I’ve been sitting on this post for 3 months because I didn’t want to hurt Google. But Google has given me permission to post this, and in any case, it speaks for me and not Google.
Unlike many of my peers in the computer industry, I was a history major in college and have loved and read history ever since. I studied, in particular, the progressive era in history, an era when the industrial revolution evolved from the grim satanic mills of England into the modern industrial world. But the understanding I always had was that none of this would or could have been possible without the renaisaance and without the slow but sure rise of secular humanism and the spirit of scientific and intellectual inquiry that started at that time. After the fall of the Roman empire, in many ways the lights went out and, in the 14th century particularly, life in Europe hit a new low stroke the the terrible plague, the start of the mini ice age, and the wars between France and England. In the 15th century we saw the Spanish inquisition and the reconquista, but really, it was the last gasp of intolerant religious fanaticism and the spirit of inquiry and discovery from art to music to science was everywhere. The lights had been turned back on. As a child, growing up in New York City, I took for granted that mankind had learned these lessons. I assumed that mankind understood that freedom to think, to reason, and to experiment were paramount and that any irrational intolerant irrational beliefs that threatened these freedoms or, even worse, abused or injured people in the name of some mystical or fanatic cause were horrific reminders of the past.
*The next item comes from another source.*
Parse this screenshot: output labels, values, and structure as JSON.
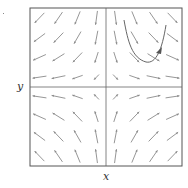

I fear now for my children growing up into a world where the leaders turn their backs on the spirit of reason and inquiry. Where the new cardinals of the church deny evolution not on any grounds of empirical reason or evidence, but rather like children having a temper tantrum because they want it not to be so. Where the leaders of this country try to take Terry Shiavo’s husband to court not because of any evidence, but because they are angry to have been proven wrong by science. Where cowardly murderers kill innocent men, women, and children and claim to do it in the name of a religion, meaning something that no one can possibly argue with from a rational point of view. Where the education board of Kansas makes the state a mockery by demanding that irrationality be held to be as valid as science. Where 1.2 billion people consider it acceptable for some man with a vision to utter a Fatwa ordering some person killed simply because he doesn’t like what the other person chooses to believe in or even just disapproves of his line of inquiry. Where political correctness means that if some lines of inquiry are pursued, others feel free to harass and abuse and even threaten the people trying to find out the facts. Where people believe that they have the right to tell others what to believe, what to wear, what to eat, what to say, and what to think.
I fear because today, so many seem to fear to speak out. So many seem to fear to say that any “faith” which presumes to dictate to others not because there is some clear fair process that led to the dictates (laws voted on by people whose individual rights are protected by a constitution) or because they are clearly preventing bodily harm to others (preventing rape, robbery, murder, or abuse), but rather simply because people of that faith believe that they have the “right” to dictate to others is wrong. Those who believe otherwise are trying to drag us back to the 14th century because they fear and hate a world in which the facts trump irrational belief and where, therefore, inquiry may always show that their “obvious truths” are just obsolete shiboleths.
It is wrong. The belief that some imam has that he has the right to snuff out someone’s life through a Fatwa because of their apostasy or heresy is wrong. The belief that terrorists have that they have the right to kill and maim and burn innocent people because they are angry at injustice is wrong. The belief that some governments have that they have the right to kill and wound their own citizens when they protest peaceably is wrong. The belief that some Catholic prelates have that they can dictate what people believe about science is wrong.
It is all akin to letting a child’s tantrum dictate the judgement of an adult. It promotes irrationality over reason and faith over facts. The reason that homicidal madmen are so frightening is that one cannot reason with them. No more can one reason with the people who rule on the school boards in Kansas, the people who bomb innocent people in buildings and subways, the people who shoot their own citizens for protesting, or the prelates who presume to tells others how to live rather than simply choosing that way for themselves and hoping it acts as an example for others.
It is time to speak up. It is time to say that facts are what matter, not faith, that human progress is accomplished through unfettered use of reason and inquiry and tolerance and discussion and debate, not through intolerant and irrational acts of terror or edicts. For all of our children and for the future, speak up against this wave of intolerance and irrationalism washing over the world.